Subject: Re: Peru/Bolivia/Chile
Date: Jul 01, 2004 @ 01:09
Author: Brendan Whyte (Brendan Whyte <bwhyte@...>)
Prev    Post in Topic    Next
Prev    Post in Time    Next


>I came across a set of Bolivian postage stamps from 1992 commemorating the
>establishment of and the raising of the Bolivian flag over
>"Boliviamar" and part of the harbor of Ilo, both in Peru. Boliviamar is a
>3 mile long recreation beach. The harbor provides otherwise
>landlocked Bolivia access to the Pacific. It's not clear to me if the
>territory comprising the beach is contiguous with the harbor or not.
>I've not been able to find a good map.

I have a 1964 1:200,000 map of Ilo, a small town in Southern Peru. I'd need
to know what the beach used to be called to determine how close it is to
Ilo town.

>While trying to find a map, I came across a Chilean map that shows that
>Peru possesses three pieces of land in the northern Chilean
>harbor of Arica.

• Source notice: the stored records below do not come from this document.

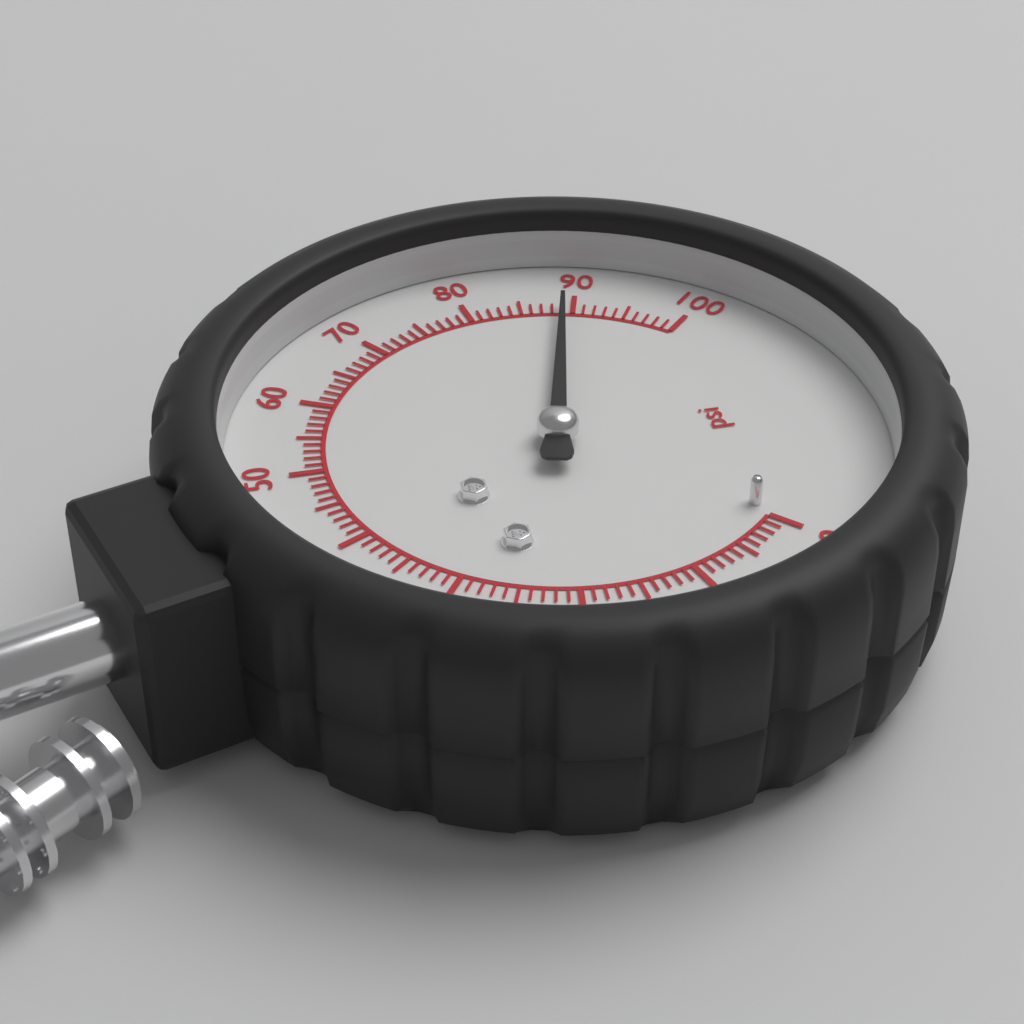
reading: 89 psi
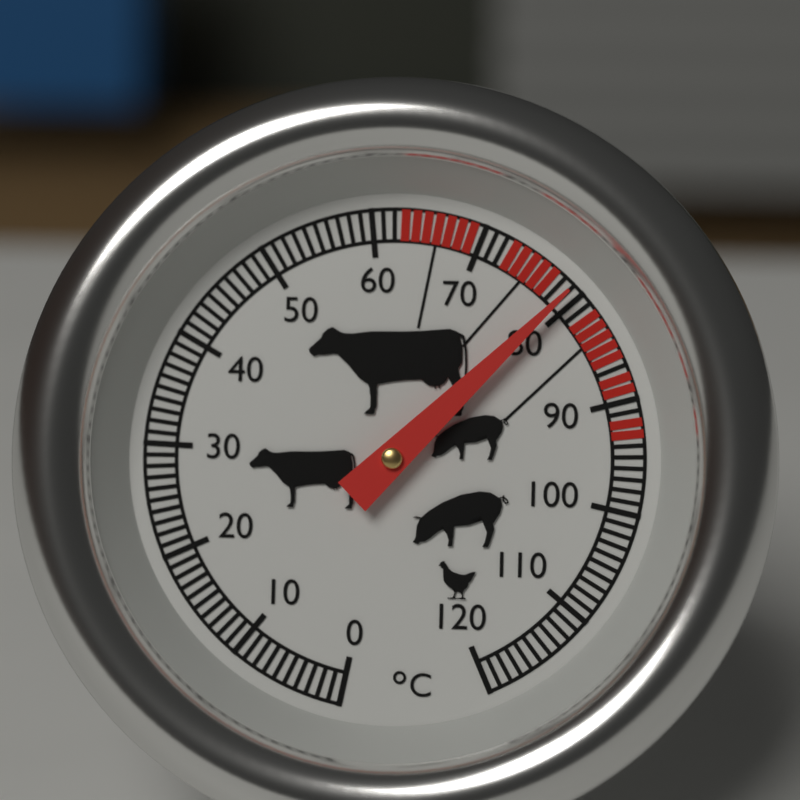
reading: 79 °C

On these three pieces sit the town train station, a
>customs house and a large dockside warehouse on a mole in the harbor. An
>administrative map published by the Chilean foreign ministry marks off the
>pieces and shows them as not being under Chilean control. This has existed
>since June 3, 1929, as a result of the Treaty of Lima.

You'd need to check the treaty, which would be in the League of Nations
treaty series no doubt, held by any decent academic/law library.
I would strongly suspect that they were simply customs zones for
Bolivian/Peruvian imports/exports: bonded warehouses etc. I would consider
it most unlikely that they were true international enclaves.